The wasps were reared from caterpillars collected in Area de Conservación Guanacaste (ACG), a biological reserve in northwestern Costa Rica.
By combining ecological and genetic data using a technique called DNA barcoding with the painstaking detective work of taxonomy, the researchers have dramatically increased – nearly doubling – the estimated number of species of parasitoid wasps. "This represents microgastrine wasps reared from approximately 3,500 caterpillar species in ACG," said Josephine Rodriguez, a doctoral student and microgastrine expert. "Since there are an estimated 10,000 species of caterpillars there, including many unsampled ones that mine inside leaves or live in fungi, this is just the tip of the microgastrine iceberg."
The wasps are extraordinarily specific to the caterpillar hosts they attack.

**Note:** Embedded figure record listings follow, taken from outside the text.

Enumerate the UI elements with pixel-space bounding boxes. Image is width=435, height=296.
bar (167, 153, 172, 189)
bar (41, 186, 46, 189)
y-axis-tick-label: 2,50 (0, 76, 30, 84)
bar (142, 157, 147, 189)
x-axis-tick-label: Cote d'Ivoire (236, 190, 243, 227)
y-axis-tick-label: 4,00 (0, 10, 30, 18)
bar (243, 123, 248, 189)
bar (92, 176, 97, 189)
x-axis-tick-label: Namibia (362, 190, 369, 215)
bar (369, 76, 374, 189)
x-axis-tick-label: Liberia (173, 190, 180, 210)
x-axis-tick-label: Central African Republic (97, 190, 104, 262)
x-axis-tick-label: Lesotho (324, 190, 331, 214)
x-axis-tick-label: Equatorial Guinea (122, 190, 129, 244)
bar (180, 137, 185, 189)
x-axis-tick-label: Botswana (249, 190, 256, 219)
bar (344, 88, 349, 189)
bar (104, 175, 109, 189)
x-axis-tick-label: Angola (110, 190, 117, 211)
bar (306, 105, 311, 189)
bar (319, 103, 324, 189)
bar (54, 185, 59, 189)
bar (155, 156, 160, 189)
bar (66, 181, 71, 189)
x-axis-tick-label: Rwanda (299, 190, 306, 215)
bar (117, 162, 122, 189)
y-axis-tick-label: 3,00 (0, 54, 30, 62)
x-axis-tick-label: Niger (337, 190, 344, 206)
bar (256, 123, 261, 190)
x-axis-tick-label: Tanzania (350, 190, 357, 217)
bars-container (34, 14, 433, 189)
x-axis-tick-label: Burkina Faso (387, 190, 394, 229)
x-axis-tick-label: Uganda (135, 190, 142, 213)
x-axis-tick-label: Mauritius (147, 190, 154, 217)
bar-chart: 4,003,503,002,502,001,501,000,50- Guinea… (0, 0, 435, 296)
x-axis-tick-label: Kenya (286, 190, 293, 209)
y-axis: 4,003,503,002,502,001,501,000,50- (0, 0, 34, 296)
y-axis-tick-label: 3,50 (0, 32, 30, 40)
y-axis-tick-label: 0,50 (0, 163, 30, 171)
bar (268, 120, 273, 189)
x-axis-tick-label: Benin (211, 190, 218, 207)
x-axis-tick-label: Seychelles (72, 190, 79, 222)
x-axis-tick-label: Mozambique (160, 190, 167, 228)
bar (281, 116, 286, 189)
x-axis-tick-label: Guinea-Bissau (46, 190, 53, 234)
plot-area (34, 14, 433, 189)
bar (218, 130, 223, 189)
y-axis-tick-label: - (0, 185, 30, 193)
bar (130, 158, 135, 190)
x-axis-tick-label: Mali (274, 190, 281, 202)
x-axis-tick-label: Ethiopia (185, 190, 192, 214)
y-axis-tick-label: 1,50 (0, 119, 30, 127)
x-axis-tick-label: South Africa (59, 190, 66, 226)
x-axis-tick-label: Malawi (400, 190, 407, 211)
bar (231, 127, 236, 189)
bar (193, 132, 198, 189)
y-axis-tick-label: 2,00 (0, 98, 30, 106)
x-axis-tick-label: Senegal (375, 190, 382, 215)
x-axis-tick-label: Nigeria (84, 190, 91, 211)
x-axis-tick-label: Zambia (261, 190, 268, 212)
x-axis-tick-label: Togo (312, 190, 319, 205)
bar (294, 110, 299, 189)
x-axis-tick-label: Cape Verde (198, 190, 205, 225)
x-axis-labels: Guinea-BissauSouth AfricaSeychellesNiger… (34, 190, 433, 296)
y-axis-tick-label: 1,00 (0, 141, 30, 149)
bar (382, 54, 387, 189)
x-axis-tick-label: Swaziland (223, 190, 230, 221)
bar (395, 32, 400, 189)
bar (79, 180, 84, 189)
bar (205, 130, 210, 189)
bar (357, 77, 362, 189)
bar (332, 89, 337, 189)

More than 90 percent of the wasp species were found to target only one or a very few species of caterpillar, out of more than 3,500 caterpillar species sampled in ACG.

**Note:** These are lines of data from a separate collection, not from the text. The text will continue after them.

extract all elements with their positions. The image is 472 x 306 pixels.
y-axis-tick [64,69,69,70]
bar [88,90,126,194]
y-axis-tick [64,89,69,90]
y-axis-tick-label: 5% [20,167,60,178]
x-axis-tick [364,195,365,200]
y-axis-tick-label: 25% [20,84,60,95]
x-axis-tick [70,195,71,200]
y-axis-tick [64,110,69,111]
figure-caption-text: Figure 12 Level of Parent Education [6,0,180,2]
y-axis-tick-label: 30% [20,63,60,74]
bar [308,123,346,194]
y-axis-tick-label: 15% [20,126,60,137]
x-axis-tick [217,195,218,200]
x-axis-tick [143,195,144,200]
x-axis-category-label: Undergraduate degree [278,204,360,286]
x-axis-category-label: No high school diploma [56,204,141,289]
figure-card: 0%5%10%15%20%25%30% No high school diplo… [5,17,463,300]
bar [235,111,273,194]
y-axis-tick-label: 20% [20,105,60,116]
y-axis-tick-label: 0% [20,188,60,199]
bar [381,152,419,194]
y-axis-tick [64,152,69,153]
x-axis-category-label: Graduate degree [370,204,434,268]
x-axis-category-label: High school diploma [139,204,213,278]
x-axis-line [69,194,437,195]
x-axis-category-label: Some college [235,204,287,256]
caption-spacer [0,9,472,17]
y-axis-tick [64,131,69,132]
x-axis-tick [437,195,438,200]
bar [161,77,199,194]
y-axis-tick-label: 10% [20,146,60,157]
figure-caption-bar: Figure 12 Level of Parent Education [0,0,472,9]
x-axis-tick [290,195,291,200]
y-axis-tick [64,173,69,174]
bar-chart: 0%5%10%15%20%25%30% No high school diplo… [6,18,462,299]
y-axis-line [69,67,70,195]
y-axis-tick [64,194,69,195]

"One of the messages of this paper is that you really need all of these different kinds of data in order to tell the species apart – that just using the morphology alone, or the genetic data or the ecological information alone isn’t enough," said University of Illinois entomology professor James Whitfield, who led the taxonomic study. "However, once the species are distinguished, anyone can use the DNA barcode to rapidly and accurately identify one of them."
"The family Braconidae, to which the microgastrines belong, has about 15,000 described species in the world, and it’s been estimated to have 50 to 60,000 species, about the same as all vertebrates – all fish, mammals, amphibians, reptiles, birds – which is a lot!" Whitfield said. "And what we’re saying is that if anything we’re underestimating how many more there are."